Skip to main content
Nigeria - report

Civilians killed in Nigerian military's fight with Boko Haram, claim rights groups

The city of Maiduguri in north-east Nigeria is a stronghold of the Islamist sect, Boko Haram. It was where Mohammed Yusuf, the group’s leader, was based before he was killed in police custody in 2009. In the days that led up to Yusuf’s arrest, over 300 people were killed in fierce fighting between state security forces and Boko Haram fighters.

Rosie Collyer
Advertising

Since the death of its leader, Boko Haram has hit back with reprisal attacks against government officials and religious leaders, prompting intervention from the Joint Military Task Force.

Radio reports will be broadcast on RFI from 28 November to 2 December and will appear on the website in the International report slot.

Today, over 5,000 military personnel are deployed in the city. Their mission? Operation Restore Order. But human rights groups say that restoring order has come at the cost of dozens of civilian lives. 

“Whenever an explosion occurs, what the JTF does is they go berserk and start killing anyone who is at the scene, even though the perpetrators have left,“ says a Maidiguri human rights activist, who wishes to remain anonymous and has recorded over 100 civilian deaths in the city this year.

Lieutenant Colonel Hassan, a spokesman for the Joint Military Task Force in Maiduguri, insists that only members of the sect have been killed.

“When Boko Haram detonate their bombs and follow it up with indiscriminate killing, we try to arrest them," he says. "But if they resist arrest we incapacitate them, and we might end up killing them.”

The Lieutenant Colonel is perplexed by the condemnation of human rights groups, because as far as he is concerned the JTF “has won the hearts and minds of the people in Maiduguri. We have restored peace in this town.”

A fragile peace may have returned to Maiduguri, but most civilians regard the presence of the Joint Military Task Force as the lesser of two evils.

“At least we have customers now, before they came this place was deserted,” concludes a trader at the Baga Road market.

Daily newsletterReceive essential international news every morning

Keep up to date with international news by downloading the RFI app

Share :
Page not found

The content you requested does not exist or is not available anymore.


Description of the task: As you restate the entries, keep every word intact and leave out whatever images they hold.

Exercise materials:
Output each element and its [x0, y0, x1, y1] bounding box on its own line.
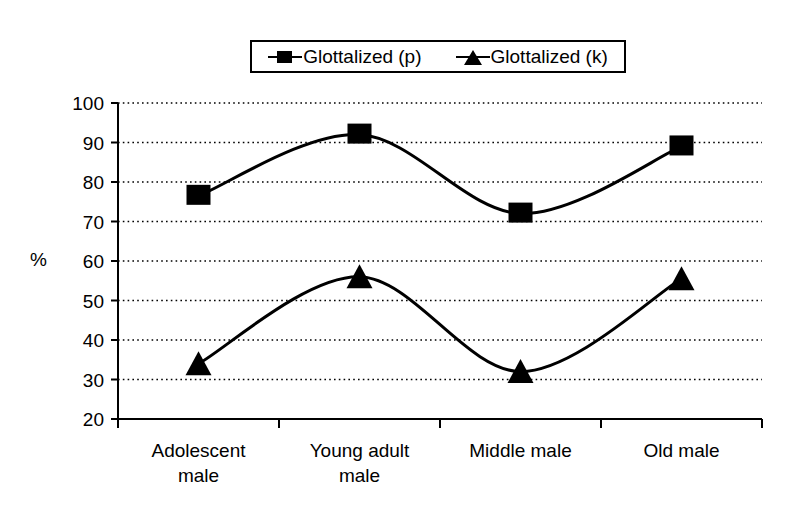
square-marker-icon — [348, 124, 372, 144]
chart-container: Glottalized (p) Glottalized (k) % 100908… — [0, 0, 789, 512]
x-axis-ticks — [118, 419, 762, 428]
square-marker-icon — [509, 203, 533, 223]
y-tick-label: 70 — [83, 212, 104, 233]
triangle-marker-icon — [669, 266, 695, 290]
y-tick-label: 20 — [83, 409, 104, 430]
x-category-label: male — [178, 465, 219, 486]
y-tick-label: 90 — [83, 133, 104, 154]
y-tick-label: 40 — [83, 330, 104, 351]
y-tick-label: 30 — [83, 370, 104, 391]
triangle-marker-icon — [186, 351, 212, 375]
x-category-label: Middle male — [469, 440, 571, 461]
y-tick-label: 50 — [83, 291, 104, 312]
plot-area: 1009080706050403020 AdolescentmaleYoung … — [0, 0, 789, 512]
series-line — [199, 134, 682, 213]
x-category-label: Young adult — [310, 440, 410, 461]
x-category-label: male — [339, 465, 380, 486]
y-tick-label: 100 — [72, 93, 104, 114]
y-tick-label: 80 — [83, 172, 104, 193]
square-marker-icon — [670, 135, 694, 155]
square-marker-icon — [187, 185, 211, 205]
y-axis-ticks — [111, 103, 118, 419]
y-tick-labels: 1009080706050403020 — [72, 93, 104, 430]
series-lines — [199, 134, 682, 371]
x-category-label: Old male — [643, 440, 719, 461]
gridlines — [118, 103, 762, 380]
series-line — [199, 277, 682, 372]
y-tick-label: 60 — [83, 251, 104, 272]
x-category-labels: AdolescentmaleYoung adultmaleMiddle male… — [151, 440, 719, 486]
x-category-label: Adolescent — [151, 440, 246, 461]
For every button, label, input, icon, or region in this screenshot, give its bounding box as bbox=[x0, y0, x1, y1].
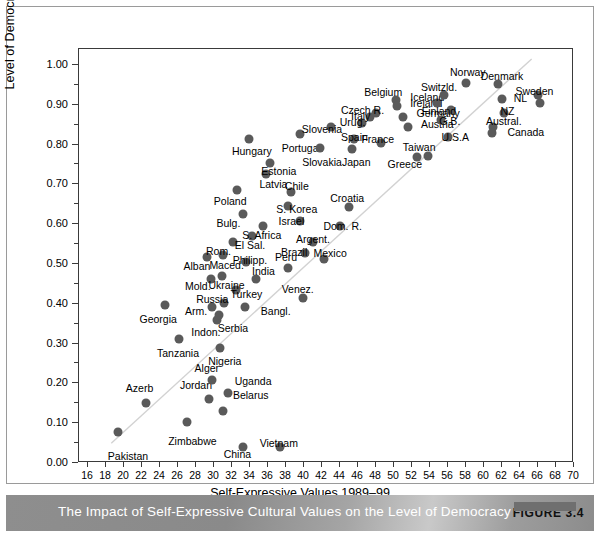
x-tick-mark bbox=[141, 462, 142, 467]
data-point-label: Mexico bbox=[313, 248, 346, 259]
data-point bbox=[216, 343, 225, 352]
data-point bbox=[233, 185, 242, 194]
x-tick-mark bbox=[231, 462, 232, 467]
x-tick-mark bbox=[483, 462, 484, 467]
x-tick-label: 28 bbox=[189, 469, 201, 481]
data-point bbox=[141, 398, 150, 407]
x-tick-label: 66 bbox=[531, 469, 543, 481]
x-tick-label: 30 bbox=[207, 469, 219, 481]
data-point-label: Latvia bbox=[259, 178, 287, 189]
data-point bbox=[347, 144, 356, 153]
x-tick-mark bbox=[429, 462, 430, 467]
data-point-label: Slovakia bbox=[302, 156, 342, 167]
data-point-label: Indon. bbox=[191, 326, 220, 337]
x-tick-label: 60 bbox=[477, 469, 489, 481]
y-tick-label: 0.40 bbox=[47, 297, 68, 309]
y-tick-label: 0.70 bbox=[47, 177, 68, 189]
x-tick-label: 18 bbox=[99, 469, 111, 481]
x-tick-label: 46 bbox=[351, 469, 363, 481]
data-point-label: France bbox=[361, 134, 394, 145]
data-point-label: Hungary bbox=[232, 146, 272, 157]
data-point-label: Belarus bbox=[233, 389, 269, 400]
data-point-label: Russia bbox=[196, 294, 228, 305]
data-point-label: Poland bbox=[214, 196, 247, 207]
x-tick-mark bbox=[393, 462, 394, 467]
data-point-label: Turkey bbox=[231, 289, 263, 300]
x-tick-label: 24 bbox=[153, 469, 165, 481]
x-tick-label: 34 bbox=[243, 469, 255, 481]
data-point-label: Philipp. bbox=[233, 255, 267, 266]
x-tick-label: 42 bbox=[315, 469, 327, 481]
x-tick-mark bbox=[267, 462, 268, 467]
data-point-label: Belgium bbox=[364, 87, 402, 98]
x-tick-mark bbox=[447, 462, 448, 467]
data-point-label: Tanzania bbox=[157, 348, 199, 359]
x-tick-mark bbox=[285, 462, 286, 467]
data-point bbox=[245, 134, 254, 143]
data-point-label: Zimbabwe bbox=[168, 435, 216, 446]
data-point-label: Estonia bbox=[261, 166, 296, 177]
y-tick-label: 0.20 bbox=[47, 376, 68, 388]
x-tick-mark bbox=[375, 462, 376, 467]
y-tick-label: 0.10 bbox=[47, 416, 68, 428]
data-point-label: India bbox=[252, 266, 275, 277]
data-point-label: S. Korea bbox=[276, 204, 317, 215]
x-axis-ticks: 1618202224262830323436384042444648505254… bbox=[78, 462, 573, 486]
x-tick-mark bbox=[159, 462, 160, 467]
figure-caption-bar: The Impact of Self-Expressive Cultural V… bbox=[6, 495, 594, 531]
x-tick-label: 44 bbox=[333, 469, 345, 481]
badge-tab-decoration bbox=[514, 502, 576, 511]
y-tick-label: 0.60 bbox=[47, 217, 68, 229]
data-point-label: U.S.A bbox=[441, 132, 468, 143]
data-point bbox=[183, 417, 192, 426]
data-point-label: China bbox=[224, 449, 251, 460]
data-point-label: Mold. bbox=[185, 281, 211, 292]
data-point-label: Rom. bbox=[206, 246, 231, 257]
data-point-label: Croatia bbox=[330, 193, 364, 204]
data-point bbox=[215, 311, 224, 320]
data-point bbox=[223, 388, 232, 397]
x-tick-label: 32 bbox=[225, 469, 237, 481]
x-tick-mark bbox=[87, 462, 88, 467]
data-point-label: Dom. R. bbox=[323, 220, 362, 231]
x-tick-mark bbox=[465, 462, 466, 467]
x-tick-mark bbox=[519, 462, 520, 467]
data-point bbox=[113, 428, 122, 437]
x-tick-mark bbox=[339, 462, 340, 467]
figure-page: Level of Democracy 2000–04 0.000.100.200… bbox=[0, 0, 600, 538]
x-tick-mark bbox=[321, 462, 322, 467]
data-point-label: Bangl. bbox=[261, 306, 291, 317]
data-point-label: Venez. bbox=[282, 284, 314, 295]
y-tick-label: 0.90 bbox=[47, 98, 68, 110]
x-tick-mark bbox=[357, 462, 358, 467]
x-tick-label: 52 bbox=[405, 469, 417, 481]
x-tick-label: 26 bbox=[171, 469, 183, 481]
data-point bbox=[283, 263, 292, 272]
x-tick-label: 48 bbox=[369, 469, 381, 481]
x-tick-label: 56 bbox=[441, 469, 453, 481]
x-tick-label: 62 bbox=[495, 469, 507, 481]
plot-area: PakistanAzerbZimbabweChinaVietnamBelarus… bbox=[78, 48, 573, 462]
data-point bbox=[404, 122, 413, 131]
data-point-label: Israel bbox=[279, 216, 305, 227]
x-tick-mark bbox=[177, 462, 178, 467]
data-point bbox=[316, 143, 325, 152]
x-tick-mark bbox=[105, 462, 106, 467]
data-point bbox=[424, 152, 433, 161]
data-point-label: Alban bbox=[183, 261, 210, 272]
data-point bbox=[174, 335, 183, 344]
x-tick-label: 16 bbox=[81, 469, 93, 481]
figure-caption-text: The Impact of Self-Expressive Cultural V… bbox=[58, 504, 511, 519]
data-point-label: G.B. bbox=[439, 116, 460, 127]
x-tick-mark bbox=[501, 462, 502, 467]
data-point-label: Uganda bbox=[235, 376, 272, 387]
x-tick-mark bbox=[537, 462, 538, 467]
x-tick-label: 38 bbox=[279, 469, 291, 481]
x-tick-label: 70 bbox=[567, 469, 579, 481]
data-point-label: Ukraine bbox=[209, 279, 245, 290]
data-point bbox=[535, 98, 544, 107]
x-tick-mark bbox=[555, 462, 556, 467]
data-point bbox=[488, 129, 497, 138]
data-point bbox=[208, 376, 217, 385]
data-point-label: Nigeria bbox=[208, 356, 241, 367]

Result for this task:
Output each element and its [x0, y0, x1, y1] bounding box on its own line.
square-marker-icon — [348, 124, 372, 144]
chart-container: Glottalized (p) Glottalized (k) % 100908… — [0, 0, 789, 512]
x-axis-ticks — [118, 419, 762, 428]
square-marker-icon — [509, 203, 533, 223]
y-tick-label: 70 — [83, 212, 104, 233]
triangle-marker-icon — [669, 266, 695, 290]
y-tick-label: 20 — [83, 409, 104, 430]
x-category-label: male — [178, 465, 219, 486]
y-tick-label: 90 — [83, 133, 104, 154]
y-tick-label: 40 — [83, 330, 104, 351]
y-tick-label: 30 — [83, 370, 104, 391]
triangle-marker-icon — [186, 351, 212, 375]
x-category-label: Middle male — [469, 440, 571, 461]
y-tick-label: 50 — [83, 291, 104, 312]
plot-area: 1009080706050403020 AdolescentmaleYoung … — [0, 0, 789, 512]
series-line — [199, 134, 682, 213]
x-category-label: Young adult — [310, 440, 410, 461]
x-category-label: male — [339, 465, 380, 486]
y-tick-label: 100 — [72, 93, 104, 114]
y-tick-label: 80 — [83, 172, 104, 193]
square-marker-icon — [670, 135, 694, 155]
square-marker-icon — [187, 185, 211, 205]
y-axis-ticks — [111, 103, 118, 419]
y-tick-labels: 1009080706050403020 — [72, 93, 104, 430]
series-lines — [199, 134, 682, 371]
x-category-label: Old male — [643, 440, 719, 461]
gridlines — [118, 103, 762, 380]
series-line — [199, 277, 682, 372]
y-tick-label: 60 — [83, 251, 104, 272]
x-category-labels: AdolescentmaleYoung adultmaleMiddle male… — [151, 440, 719, 486]
x-category-label: Adolescent — [151, 440, 246, 461]
For every button, label, input, icon, or region in this screenshot, give its bounding box as bbox=[x0, y0, x1, y1].
x-tick-mark bbox=[141, 462, 142, 467]
data-point-label: Mexico bbox=[313, 248, 346, 259]
data-point bbox=[216, 343, 225, 352]
data-point bbox=[233, 185, 242, 194]
x-tick-mark bbox=[231, 462, 232, 467]
x-tick-mark bbox=[483, 462, 484, 467]
x-tick-label: 28 bbox=[189, 469, 201, 481]
data-point bbox=[141, 398, 150, 407]
x-tick-label: 66 bbox=[531, 469, 543, 481]
x-tick-label: 30 bbox=[207, 469, 219, 481]
data-point-label: Latvia bbox=[259, 178, 287, 189]
data-point bbox=[347, 144, 356, 153]
x-tick-mark bbox=[429, 462, 430, 467]
data-point-label: Slovakia bbox=[302, 156, 342, 167]
data-point-label: Indon. bbox=[191, 326, 220, 337]
x-tick-label: 60 bbox=[477, 469, 489, 481]
y-tick-label: 0.40 bbox=[47, 297, 68, 309]
y-tick-label: 0.70 bbox=[47, 177, 68, 189]
x-tick-label: 18 bbox=[99, 469, 111, 481]
x-tick-label: 46 bbox=[351, 469, 363, 481]
data-point-label: France bbox=[361, 134, 394, 145]
data-point-label: Hungary bbox=[232, 146, 272, 157]
data-point-label: Belarus bbox=[233, 389, 269, 400]
data-point-label: Russia bbox=[196, 294, 228, 305]
data-point-label: Poland bbox=[214, 196, 247, 207]
x-tick-mark bbox=[393, 462, 394, 467]
data-point-label: Turkey bbox=[231, 289, 263, 300]
x-tick-label: 24 bbox=[153, 469, 165, 481]
x-tick-label: 34 bbox=[243, 469, 255, 481]
data-point-label: Philipp. bbox=[233, 255, 267, 266]
x-tick-label: 42 bbox=[315, 469, 327, 481]
x-tick-mark bbox=[267, 462, 268, 467]
data-point-label: Belgium bbox=[364, 87, 402, 98]
x-tick-mark bbox=[447, 462, 448, 467]
data-point-label: Tanzania bbox=[157, 348, 199, 359]
x-tick-mark bbox=[285, 462, 286, 467]
data-point bbox=[245, 134, 254, 143]
data-point-label: Zimbabwe bbox=[168, 435, 216, 446]
data-point-label: Estonia bbox=[261, 166, 296, 177]
y-tick-label: 0.20 bbox=[47, 376, 68, 388]
x-tick-mark bbox=[375, 462, 376, 467]
y-tick-label: 0.10 bbox=[47, 416, 68, 428]
data-point-label: India bbox=[252, 266, 275, 277]
data-point-label: S. Korea bbox=[276, 204, 317, 215]
x-axis-ticks: 1618202224262830323436384042444648505254… bbox=[78, 462, 573, 486]
x-tick-mark bbox=[159, 462, 160, 467]
figure-caption-bar: The Impact of Self-Expressive Cultural V… bbox=[6, 495, 594, 531]
x-tick-label: 44 bbox=[333, 469, 345, 481]
badge-tab-decoration bbox=[514, 502, 576, 511]
y-tick-label: 0.60 bbox=[47, 217, 68, 229]
data-point-label: U.S.A bbox=[441, 132, 468, 143]
data-point bbox=[183, 417, 192, 426]
data-point-label: China bbox=[224, 449, 251, 460]
data-point-label: Mold. bbox=[185, 281, 211, 292]
data-point-label: Rom. bbox=[206, 246, 231, 257]
data-point-label: Croatia bbox=[330, 193, 364, 204]
data-point bbox=[215, 311, 224, 320]
data-point bbox=[223, 388, 232, 397]
x-tick-label: 32 bbox=[225, 469, 237, 481]
x-tick-mark bbox=[87, 462, 88, 467]
data-point-label: Dom. R. bbox=[323, 220, 362, 231]
x-tick-mark bbox=[465, 462, 466, 467]
x-tick-mark bbox=[519, 462, 520, 467]
data-point bbox=[113, 428, 122, 437]
x-tick-mark bbox=[339, 462, 340, 467]
figure-page: Level of Democracy 2000–04 0.000.100.200… bbox=[0, 0, 600, 538]
x-tick-mark bbox=[321, 462, 322, 467]
data-point-label: Bangl. bbox=[261, 306, 291, 317]
data-point-label: Venez. bbox=[282, 284, 314, 295]
y-tick-label: 0.90 bbox=[47, 98, 68, 110]
x-tick-mark bbox=[357, 462, 358, 467]
x-tick-label: 52 bbox=[405, 469, 417, 481]
x-tick-label: 26 bbox=[171, 469, 183, 481]
data-point bbox=[283, 263, 292, 272]
x-tick-label: 48 bbox=[369, 469, 381, 481]
x-tick-label: 56 bbox=[441, 469, 453, 481]
x-tick-label: 62 bbox=[495, 469, 507, 481]
plot-area: PakistanAzerbZimbabweChinaVietnamBelarus… bbox=[78, 48, 573, 462]
data-point bbox=[404, 122, 413, 131]
data-point-label: Israel bbox=[279, 216, 305, 227]
x-tick-mark bbox=[177, 462, 178, 467]
data-point bbox=[316, 143, 325, 152]
x-tick-mark bbox=[105, 462, 106, 467]
data-point bbox=[424, 152, 433, 161]
data-point-label: Alban bbox=[183, 261, 210, 272]
data-point bbox=[174, 335, 183, 344]
x-tick-label: 16 bbox=[81, 469, 93, 481]
figure-caption-text: The Impact of Self-Expressive Cultural V… bbox=[58, 504, 511, 519]
data-point-label: G.B. bbox=[439, 116, 460, 127]
x-tick-mark bbox=[501, 462, 502, 467]
data-point-label: Uganda bbox=[235, 376, 272, 387]
x-tick-mark bbox=[537, 462, 538, 467]
x-tick-label: 38 bbox=[279, 469, 291, 481]
x-tick-label: 70 bbox=[567, 469, 579, 481]
data-point-label: Ukraine bbox=[209, 279, 245, 290]
data-point bbox=[535, 98, 544, 107]
x-tick-mark bbox=[555, 462, 556, 467]
data-point bbox=[488, 129, 497, 138]
data-point bbox=[208, 376, 217, 385]
data-point-label: Nigeria bbox=[208, 356, 241, 367]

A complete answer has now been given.